By Congress. No. They're still waiting to see how the operation goes first. If it goes badly, they're going to be against it. If it goes well, well they were for it from the beginning. They just wanted clarification, but they were always for it.
Yes, and I've been thinking something similar about why Obama has waited so long to make his big speech on this (tonight).
First, he himself may not know what the objective is. Secondly, he got to sit back and watch everybody debate it. He can see what lines of 'objectives' were heavily criticized, and what 'objectives' were better received.
So far we've had the 'Qaddafy must go' objective, the 'fair fight' objective, the 'humanitarian' objective, the 'Arab League asked us' objective.

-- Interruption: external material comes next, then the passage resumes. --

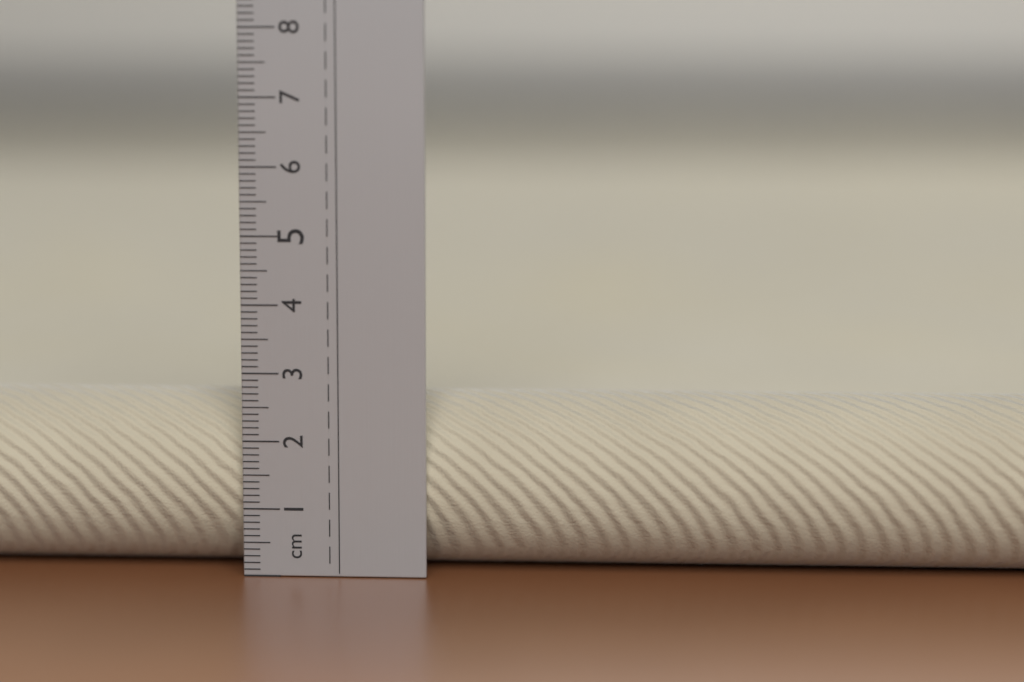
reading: 2.6 cm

These have all received substantial criticism/questioning (e.g., why not help in Syria if we help in Libya/where is the line drawn? Etc.)
This weekend Hillary came up with another one: We must help keep the 'Arab Spring' going. This argument assumes that the other countries with uprisings will become democracies (IMO, very optimistic) and that our attacking Qaddafy somehow encourages more of these uprisings. The latter I find potentially problematic. It seems to rest on the notion that others will feel emboldened to rebel, presumably because we will help them against gov forces trying to quell the uprising. We're gonna look pretty bad if people believe they can depend on us, then (as often the case) we fail to show. We'll be open to all kinds of criticism.
Of course, if we
do show up in even more countries to fight as in Libya, I don't it's going to sit well here in the USA.
In any case, we'll know tonight what reason he'll choose (assuming he doesn't go all "Washington doublespeak and vague' on us.)